Cisco recently launched its suite of collaboration services integrating Cisco UC, Cisco Telepresence and Cisco WebEx. The new suite is equipped to enable users to connect with each other from any workplace, on any device and all applications. Biztech2.0 spoke to Minhaj Zia, national sales manager, Unified Communications, Cisco India & SAARC to get a lowdown on the company’s latest offering.
The time of the launch arouses curiosity. With all the financial turmoil, do you think the market opportunity can be capitalised?
With global markets facing a big challenge over the coming months, forward looking organisations are utilising this period to consolidate and are looking at ways by which further efficiencies can be leveraged from their existing investments, technology or otherwise.
Businesses will continue to invest in technology to differentiate the customer experience they provide from that of their competitors. To provide a better customer experience, it is important to enhance employee collaboration, productivity, speed of decision making, time to market, etc. All of this can be achieved by deploying technologies such as TelePresence and other collaborative solutions such as WebEx, which reduces the need for employees to travel.
What are the main benefits of the collaboration portfolio?
Business today requires us to navigate complex cross-company networks of customers, colleagues and partners and sustainable competitive advantage comes from how well we navigate these global business networks to accelerate distributed business processes. Only those companies that are quick to adapt to this collaborative work process will thrive in the new flat world.
IT organisations struggle to give knowledge workers the collaborative tools to innovate and adapt without compromising the core IT responsibilities of security, reliability and compliance. For doing this, IT organisations need a collaborative framework that allows them to combine the reach, speed and flexibility of Web 2.0 with the security, policies and management of enterprise networking. They need a platform that integrates with what they use today and can adapt and evolve as their business needs change.
Collaboration requires a network-centric platform approach. Cisco’s new suite uses Web 2.0 tools and APIs to expose network applications and services. This network-as-the-platform approach means customers can rapidly deploy the solution on a range of client devices (PCs, mobile phones) and integrate with public tools (wikis, IM, Google widgets) and corporate applications (WebEx, UC, TelePresence, mobility services engine).
How is Cisco’s collaboration portfolio service different from similar services in the market?
The foundation of collaboration revolves around enabling people, applications, and businesses to connect to each other over the IP network. This provides the scope to deliver applications that can be quickly deployed on premises or as software-as-a-service, which in turn enables customers to choose application deployment options based on business needs rather than being constrained by architectural limitations.
However, current alternatives are difficult to deploy and use. Most have long deployment cycles; don’t scale to mobile workspaces and lack business controls. People can’t connect and communicate across firewalls or corporate boundaries.
Can VSATs support the Cisco TelePresence experience? If yes, then how can SMBs or even large enterprises leverage the model?
In the past, VSAT technology was unable to support high bandwidth applications, however, with the introduction of new technologies and bandwidth optimising technologies, the throughput on VSAT networks have increased. These networks can now support applications such as TelePresence.
Given the up-front investment required to set up a dedicated TelePresence system within an organisation, many small and medium businesses, we believe will utilise TelePresence services provided by service providers on a pay-per-use basis. Tata Communications has already launched such a service in the country and other service providers are also looking at this model.
Can you briefly explain the advantages of using ‘SaaS’ as a delivery model?
The on-demand, hosted approach, employs a Software-as-a-Service model. The benefits to an enterprise by adopting an on-demand, Software-as-a-Service model are the ability to serve large numbers of concurrent users with thin client applications over the Internet; ease of deployment, with no large upfront investment, and no hardware to buy; enterprise-grade security, reliability, and performance; ease of maintenance and upgrades freeing the IT department to focus on strategic issues; platform independence; integration with enterprise applications such as CRM, e-mail and IM, salesforce.com etc.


Report how many lines below contain the word "Conference". Write only that number.

—————

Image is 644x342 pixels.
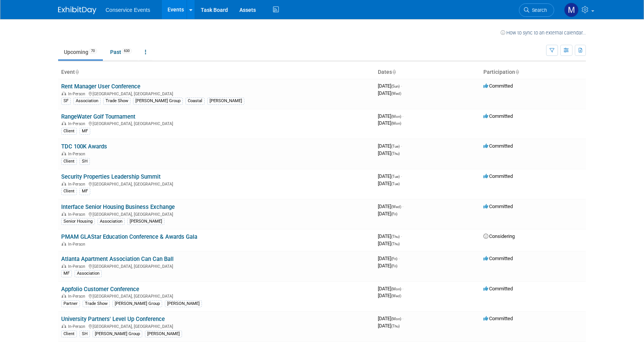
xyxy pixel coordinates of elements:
[378,285,403,291] span: [DATE]
[207,98,244,105] div: [PERSON_NAME]
[103,98,131,105] div: Trade Show
[378,120,401,126] span: [DATE]
[391,84,400,88] span: (Sun)
[401,173,402,179] span: -
[402,113,403,119] span: -
[68,294,88,299] span: In-Person
[391,242,400,246] span: (Thu)
[58,66,375,79] th: Event
[378,263,397,268] span: [DATE]
[401,233,402,239] span: -
[62,294,66,297] img: In-Person Event
[61,210,372,217] div: [GEOGRAPHIC_DATA], [GEOGRAPHIC_DATA]
[61,128,77,135] div: Client
[74,98,100,105] div: Association
[68,242,88,247] span: In-Person
[68,152,88,156] span: In-Person
[392,69,396,75] a: Sort by Start Date
[378,113,403,119] span: [DATE]
[402,285,403,291] span: -
[529,7,547,13] span: Search
[391,174,400,179] span: (Tue)
[391,91,401,95] span: (Wed)
[391,114,401,119] span: (Mon)
[391,205,401,209] span: (Wed)
[391,257,397,261] span: (Fri)
[378,316,403,321] span: [DATE]
[68,182,88,187] span: In-Person
[61,255,174,262] a: Atlanta Apartment Association Can Can Ball
[391,287,401,291] span: (Mon)
[391,264,397,268] span: (Fri)
[501,30,586,36] a: How to sync to an external calendar...
[98,218,125,225] div: Association
[391,294,401,298] span: (Wed)
[62,152,66,155] img: In-Person Event
[564,3,579,17] img: Marley Staker
[89,48,97,54] span: 70
[62,91,66,95] img: In-Person Event
[68,91,88,96] span: In-Person
[401,83,402,89] span: -
[127,218,164,225] div: [PERSON_NAME]
[62,264,66,268] img: In-Person Event
[61,316,165,322] a: University Partners' Level Up Conference
[375,66,480,79] th: Dates
[79,158,90,165] div: SH
[68,212,88,217] span: In-Person
[402,203,403,209] span: -
[61,188,77,195] div: Client
[61,323,372,329] div: [GEOGRAPHIC_DATA], [GEOGRAPHIC_DATA]
[391,316,401,321] span: (Mon)
[378,293,401,298] span: [DATE]
[61,285,139,293] a: Appfolio Customer Conference
[483,83,513,89] span: Committed
[378,90,401,96] span: [DATE]
[105,45,137,59] a: Past630
[68,324,88,329] span: In-Person
[378,203,403,209] span: [DATE]
[483,255,513,261] span: Committed
[112,300,162,307] div: [PERSON_NAME] Group
[62,121,66,125] img: In-Person Event
[61,293,372,299] div: [GEOGRAPHIC_DATA], [GEOGRAPHIC_DATA]
[79,128,90,135] div: MF
[61,180,372,187] div: [GEOGRAPHIC_DATA], [GEOGRAPHIC_DATA]
[61,98,71,105] div: SF
[378,241,400,246] span: [DATE]
[483,113,513,119] span: Committed
[391,144,400,148] span: (Tue)
[93,330,142,337] div: [PERSON_NAME] Group
[378,255,400,261] span: [DATE]
[399,255,400,261] span: -
[483,233,515,239] span: Considering
[480,66,586,79] th: Participation
[61,330,77,337] div: Client
[61,173,161,180] a: Security Properties Leadership Summit
[378,233,402,239] span: [DATE]
[483,285,513,291] span: Committed
[58,45,103,59] a: Upcoming70
[68,264,88,269] span: In-Person
[165,300,202,307] div: [PERSON_NAME]
[61,158,77,165] div: Client
[62,212,66,216] img: In-Person Event
[83,300,110,307] div: Trade Show
[515,69,519,75] a: Sort by Participation Type
[391,324,400,328] span: (Thu)
[61,113,135,120] a: RangeWater Golf Tournament
[391,121,401,126] span: (Mon)
[61,143,107,150] a: TDC 100K Awards
[79,330,90,337] div: SH
[378,143,402,149] span: [DATE]
[62,182,66,185] img: In-Person Event
[483,203,513,209] span: Committed
[378,83,402,89] span: [DATE]
[402,316,403,321] span: -
[61,83,140,90] a: Rent Manager User Conference
[378,323,400,328] span: [DATE]
[133,98,183,105] div: [PERSON_NAME] Group
[61,218,95,225] div: Senior Housing
[79,188,90,195] div: MF
[483,316,513,321] span: Committed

—————

== Response box ==
3